This is something I looked at when I was browsing for an audio interface for multi-tracking. When I was jamming with the band a couple years ago we got an M-Audio 1814 but I wouldn't recommend those because the 2 front mic-pre's are known to break down fairly quickly, but I've only had experience with 1 unit and have only read from other users that their mic pre's went out as well.
I hope this is of any help to you man, it was the first one I came across but it should steer you in the right direction on your search for multitrack interfacing.

ROCKIN LIKE DOKKEN:headbang:
 
if you look on MF's site, they have a whole section for usb and firewire powered recording hardware now (for multitracking like that, you'll need firewire) which offers a lot of easy/affordable options

the firepod is the only one i've personally owned and used tho

it's a shame such products weren't so prevalent 4-5 years ago when i was first getting into recording...all those headaches running a cheap mackie mixer into the mic in of my laptop :puke:
 
just to let you in on a little secret...well, maybe not a secret, but a great tip:

if you plan on using 8 channels to track drums, you'll want more than 8 total inputs. if you're asking "why?"....it's because you'll want to get a scratch track of the guitar, if not also the bass while tracking drums

take my word for it - track drums ONCE on 8 channels, then try to overdub guitars over it later with no scratch, and you'll never do it again. the same thing happened to me the 1st time i stepped into a studio - our drummer was engineering, and used all 8 inputs for the drums. i played along with him as he recorded his part of the deal, then had to record my guitars over raw drum tracks later on. needless to say, i was hating life for the next week - especially since it was my 1st time being recorded while playing.

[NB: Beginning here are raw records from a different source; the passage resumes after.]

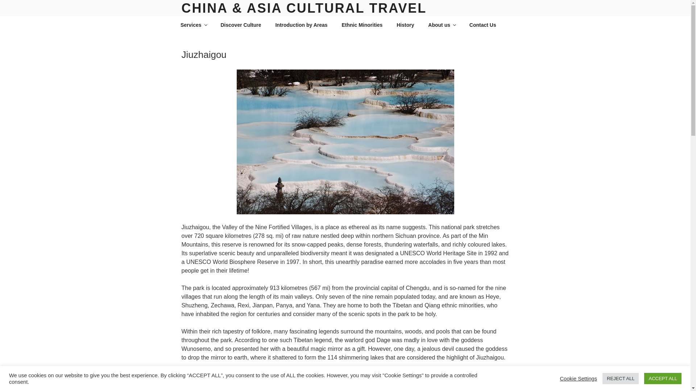  Describe the element at coordinates (241, 25) in the screenshot. I see `Discover Culture` at that location.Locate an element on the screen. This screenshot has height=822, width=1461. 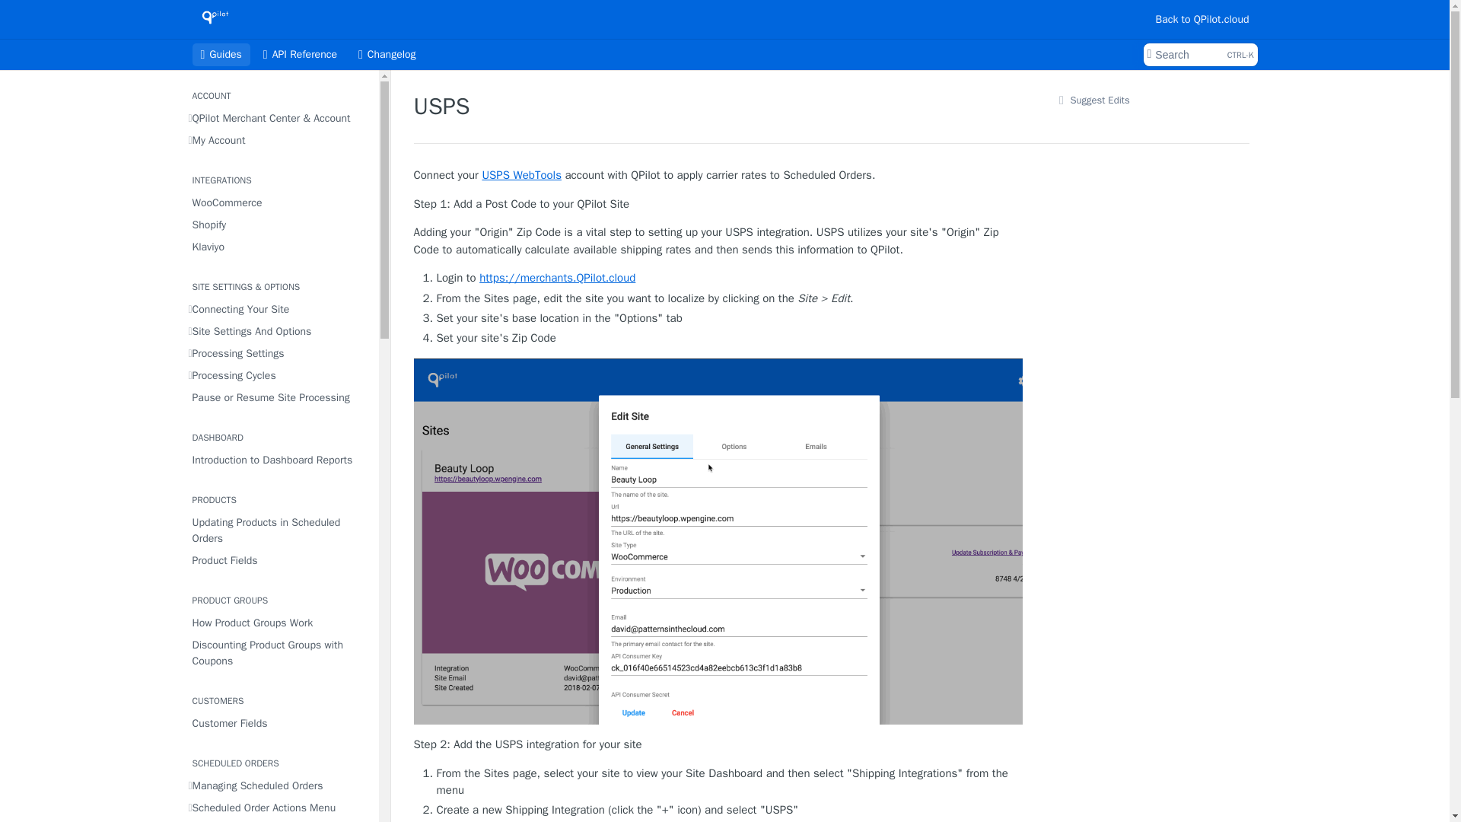
Shopify is located at coordinates (279, 309).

of course you might be alright if you aren't doing extremely technical death/grind stuff...but i thought i would throw the warning out there, because there's nothing worse than dropping a bunch of bones on an interface, and thinking shit's all good, then smacking your forehead later on and wishing there was ONE MORE FUCKING INPUT FOR A SCRATCH TRACK!!
 
just to let you in on a little secret...well, maybe not a secret, but a great tip:

if you plan on using 8 channels to track drums, you'll want more than 8 total inputs. if you're asking "why?"....it's because you'll want to get a scratch track of the guitar, if not also the bass while tracking drums

take my word for it - track drums ONCE on 8 channels, then try to overdub guitars over it later with no scratch, and you'll never do it again. the same thing happened to me the 1st time i stepped into a studio - our drummer was engineering, and used all 8 inputs for the drums. i played along with him as he recorded his part of the deal, then had to record my guitars over raw drum tracks later on. needless to say, i was hating life for the next week - especially since it was my 1st time being recorded while playing.

of course you might be alright if you aren't doing extremely technical death/grind stuff...but i thought i would throw the warning out there, because there's nothing worse than dropping a bunch of bones on an interface, and thinking shit's all good, then smacking your forehead later on and wishing there was ONE MORE FUCKING INPUT FOR A SCRATCH TRACK!!


+1 this was the main reason I picked up a toneport UX2 to go along with ma firepod.
 
Why not record a scratch guitar track to a pre-programmed drum count or a click track? Then the drummer can play along to your scratch guitar track that is tight already instead of you both stubling through shit at the same time and having a goofy drum track to record guitars to later.